The goal of this approach was to provide an overview of the entire play by showing its text through a collection of the most frequently used words for each character. A scene is represented by a block of text and scaled relatively according to its number of words. Characters are ordered by appearance from left to right throughout the play. The major character’s speeches are highlighted to illustrate their amounts of spoken words as compared to the rest of the play.
Spde is an offshoot of the Processing environment to support sketches written in Scala, a powerfully object-oriented and functional language.
In contrast to the PDE, Spde is a deconstructed toolkit. For starters that means you bring your own editor and Spde will compile and run a sketch whenever you save it — that’s one option. The entire process is controlled by Scala code you can use or override. This structure should make Spde easy to extend and customize. But who knows, for now it is just a scrappy little thing with big ideas.
Even though these libraries have been mainly developed for use in Processing related projects (see examples below), there is no explicit dependency on the monolithic PApplet or any other classes of the Processing toolkit. This is intentional & should be considered as a feature. Also, please note that all code in this project is now using Java 5 syntax and so will not work with older versions (before 0140) of Processing. Personally, I've been mainly using Eclipse for my larger projects and the "new" syntax just speeds up development time (if not execution time too).
Spoon is a Java program processor that fully supports Java 5 and 6. It provides a complete and fine-grained Java metamodel where any program element (classes, methods, fields, statements, expressions...) can be accessed both for reading and modification.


#### What you have to do:
Images are to be dropped; everything else in the entries below must be copied exactly.

#### Exercise data:
··········

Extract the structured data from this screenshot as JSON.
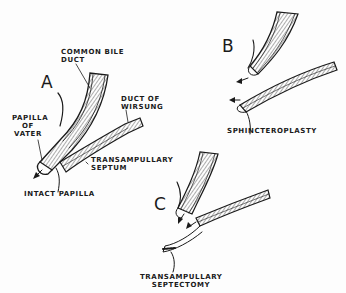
{
  "figure": {
    "panels": [
      {
        "id": "A",
        "letter": "A",
        "labels": {
          "common_bile_duct_1": "COMMON BILE",
          "common_bile_duct_2": "DUCT",
          "duct_of_wirsung_1": "DUCT OF",
          "duct_of_wirsung_2": "WIRSUNG",
          "papilla_1": "PAPILLA",
          "papilla_2": "OF",
          "papilla_3": "VATER",
          "septum_1": "TRANSAMPULLARY",
          "septum_2": "SEPTUM",
          "intact": "INTACT PAPILLA"
        }
      },
      {
        "id": "B",
        "letter": "B",
        "labels": {
          "procedure": "SPHINCTEROPLASTY"
        }
      },
      {
        "id": "C",
        "letter": "C",
        "labels": {
          "procedure_1": "TRANSAMPULLARY",
          "procedure_2": "SEPTECTOMY"
        }
      }
    ],
    "colors": {
      "ink": "#1a1a1a",
      "background": "#fdfdfd"
    }
  }
}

··········

#### Answer space:
Extract the structured data from this screenshot as JSON.
{
  "figure": {
    "panels": [
      {
        "id": "A",
        "letter": "A",
        "labels": {
          "common_bile_duct_1": "COMMON BILE",
          "common_bile_duct_2": "DUCT",
          "duct_of_wirsung_1": "DUCT OF",
          "duct_of_wirsung_2": "WIRSUNG",
          "papilla_1": "PAPILLA",
          "papilla_2": "OF",
          "papilla_3": "VATER",
          "septum_1": "TRANSAMPULLARY",
          "septum_2": "SEPTUM",
          "intact": "INTACT PAPILLA"
        }
      },
      {
        "id": "B",
        "letter": "B",
        "labels": {
          "procedure": "SPHINCTEROPLASTY"
        }
      },
      {
        "id": "C",
        "letter": "C",
        "labels": {
          "procedure_1": "TRANSAMPULLARY",
          "procedure_2": "SEPTECTOMY"
        }
      }
    ],
    "colors": {
      "ink": "#1a1a1a",
      "background": "#fdfdfd"
    }
  }
}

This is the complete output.